In our Christian culture, spirit, and the passion of the spirit, were for a long time the greatest values and the things most worth striving for.

Only after the decline of the Middle Ages, that is, in the course of the nineteenth century, when spirit began to degenerate into intellect, did a reaction set in against the unbearable dominance of intellectualism.

This movement, it is true, at first committed the pardonable mistake of confusing intellect with spirit, and blaming the latter for the misdeeds of the former.

Intellect does, in fact, harm the soul when it dares to possess itself of the heritage of the spirit.

It is in no way fitted to do this, because spirit is something higher than intellect in that it includes not only the latter, but the feelings as well.

It is a direction, or principle, of life that strives towards shining, supra-human heights.

In opposition to it stands the dark, the feminine, the earth-bound principle (yin), with its emotionality and instinctiveness that reach far back into the depths of time, and into the roots of physiological continuity.

Without a doubt, these concepts are purely intuitive insights, but one cannot very well dispense with them if one is trying to understand the nature of the human soul.

China could not do without them because, as the history of Chinese philosophy shows, it has never gone so far from central psychic facts as to lose itself in a one-sided over-development and over-valuation of a single psychic function.

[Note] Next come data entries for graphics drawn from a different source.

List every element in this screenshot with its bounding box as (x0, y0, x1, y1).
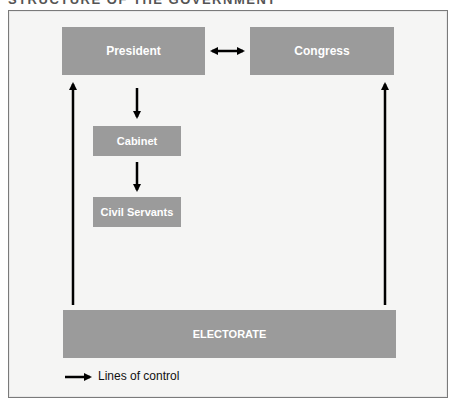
connector-arrows (0, 0, 455, 405)
legend-label: Lines of control (98, 369, 179, 383)
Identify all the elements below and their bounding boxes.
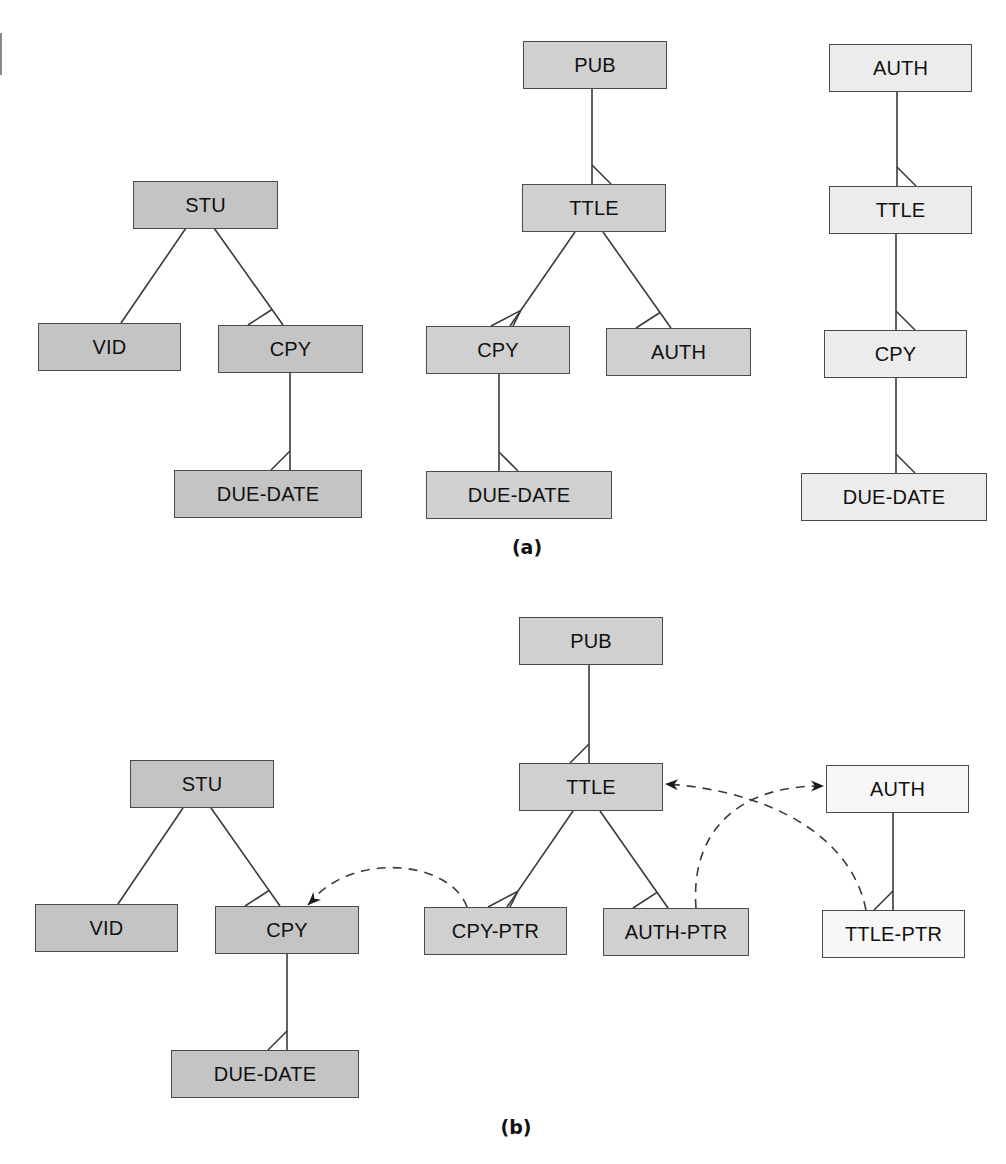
entity-box-stu: STU bbox=[130, 760, 274, 808]
entity-box-ttle: TTLE bbox=[829, 186, 972, 234]
crows-foot-icon bbox=[248, 310, 272, 325]
crows-foot-icon bbox=[499, 452, 518, 471]
entity-box-auth: AUTH bbox=[606, 328, 751, 376]
panel-b-caption: (b) bbox=[501, 1116, 532, 1138]
relationship-line bbox=[603, 232, 671, 328]
crows-foot-icon bbox=[488, 891, 518, 907]
crows-foot-icon bbox=[874, 891, 893, 910]
crows-foot-icon bbox=[897, 167, 916, 186]
entity-box-ttle-ptr: TTLE-PTR bbox=[822, 910, 965, 958]
entity-label: CPY-PTR bbox=[452, 920, 539, 943]
crows-foot-icon bbox=[510, 891, 518, 907]
entity-box-cpy: CPY bbox=[426, 326, 570, 374]
entity-box-auth-ptr: AUTH-PTR bbox=[603, 908, 749, 956]
entity-box-pub: PUB bbox=[523, 41, 667, 89]
entity-label: AUTH bbox=[870, 778, 925, 801]
entity-box-due-date: DUE-DATE bbox=[174, 470, 362, 518]
crows-foot-icon bbox=[513, 310, 521, 326]
entity-label: TTLE-PTR bbox=[845, 923, 942, 946]
entity-label: CPY bbox=[270, 338, 312, 361]
entity-box-auth: AUTH bbox=[829, 44, 972, 92]
entity-label: VID bbox=[93, 336, 127, 359]
entity-label: AUTH bbox=[873, 57, 928, 80]
scan-artifact-line bbox=[0, 33, 2, 75]
diagram-canvas: STUVIDCPYDUE-DATEPUBTTLECPYAUTHDUE-DATEA… bbox=[0, 0, 1006, 1164]
entity-box-due-date: DUE-DATE bbox=[426, 471, 612, 519]
entity-label: TTLE bbox=[566, 776, 616, 799]
entity-box-due-date: DUE-DATE bbox=[801, 473, 987, 521]
entity-label: PUB bbox=[574, 54, 616, 77]
entity-box-cpy: CPY bbox=[218, 325, 363, 373]
crows-foot-icon bbox=[633, 892, 657, 908]
entity-label: STU bbox=[185, 194, 226, 217]
relationship-line bbox=[121, 228, 186, 323]
relationship-line bbox=[118, 808, 183, 904]
entity-label: DUE-DATE bbox=[843, 486, 945, 509]
crows-foot-icon bbox=[592, 165, 611, 184]
entity-box-cpy-ptr: CPY-PTR bbox=[424, 907, 567, 955]
entity-box-cpy: CPY bbox=[215, 906, 359, 954]
panel-a-caption: (a) bbox=[512, 536, 542, 558]
entity-box-pub: PUB bbox=[519, 617, 663, 665]
crows-foot-icon bbox=[636, 312, 660, 328]
entity-box-stu: STU bbox=[133, 181, 278, 229]
relationship-lines bbox=[0, 0, 1006, 1164]
crows-foot-icon bbox=[245, 890, 269, 906]
relationship-line bbox=[510, 232, 575, 326]
crows-foot-icon bbox=[491, 310, 521, 326]
entity-label: CPY bbox=[477, 339, 519, 362]
pointer-arc bbox=[696, 786, 823, 908]
entity-box-due-date: DUE-DATE bbox=[171, 1050, 359, 1098]
entity-label: VID bbox=[90, 917, 124, 940]
entity-label: TTLE bbox=[569, 197, 619, 220]
entity-box-ttle: TTLE bbox=[522, 184, 666, 232]
entity-label: DUE-DATE bbox=[217, 483, 319, 506]
arrowhead-icon bbox=[811, 781, 824, 792]
crows-foot-icon bbox=[896, 311, 915, 330]
entity-label: AUTH bbox=[651, 341, 706, 364]
arrowhead-icon bbox=[308, 892, 321, 905]
crows-foot-icon bbox=[570, 744, 589, 763]
entity-label: CPY bbox=[875, 343, 917, 366]
relationship-line bbox=[211, 808, 280, 906]
entity-label: DUE-DATE bbox=[214, 1063, 316, 1086]
entity-box-cpy: CPY bbox=[824, 330, 967, 378]
entity-label: AUTH-PTR bbox=[625, 921, 728, 944]
entity-label: CPY bbox=[266, 919, 308, 942]
entity-box-ttle: TTLE bbox=[519, 763, 663, 811]
arrowhead-icon bbox=[665, 779, 678, 790]
entity-label: DUE-DATE bbox=[468, 484, 570, 507]
entity-label: STU bbox=[182, 773, 223, 796]
entity-box-vid: VID bbox=[35, 904, 178, 952]
pointer-arc bbox=[308, 868, 467, 907]
relationship-line bbox=[600, 811, 668, 908]
relationship-line bbox=[214, 228, 283, 325]
entity-label: TTLE bbox=[876, 199, 926, 222]
entity-label: PUB bbox=[570, 630, 612, 653]
crows-foot-icon bbox=[896, 454, 915, 473]
entity-box-auth: AUTH bbox=[826, 765, 969, 813]
relationship-line bbox=[507, 811, 573, 907]
entity-box-vid: VID bbox=[38, 323, 181, 371]
crows-foot-icon bbox=[268, 1031, 287, 1050]
crows-foot-icon bbox=[271, 451, 290, 470]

Therefore, the Chinese have never failed to recognize the paradoxes and the polarity inherent in what is alive.

The opposites always balanced one another- a sign of high culture.

One-sidedness, though it lends momentum, is a mark of barbarism.

The reaction which is now beginning in the West against the intellect in favor of feeling, or in favor of intuition, seems to me a mark of cultural advance, a widening of consciousness beyond the too narrow limits of a tyrannical intellect.

I have no wish to undervalue the tremendous differentiation of Western intellect; measured by it, Eastern intellect can be described as childish. (Obviously this has nothing to do with intelligence.)

If we should succeed in elevating another, or even a third psychic function to the dignity accorded intellect, then the West might expect to surpass the East by a very great margin.

Therefore it is sad indeed when the European departs from his own nature and imitates the East or affects it in any way.

The possibilities open to him would be so much greater if he would remain true to himself and develop out of his own nature all that the East has brought forth from its inner being in the course of the centuries.

In general, and looked at from the incurably external point of view of the intellect, it would seem as if the things so highly valued by the East were not desirable for us.

Intellect alone cannot fathom at first the practical importance Eastern ideas might have for us, and that is why it can classify these ideas as philosophical and ethnological curiosities and nothing more.

The lack of comprehension goes so far that even learned Sinologues have not understood the practical application of the I Ching, and have therefore looked on the book as a collection of abstruse magic spells. ~Carl Jung, Commentary on The Secret of the Golden Flower, Part I.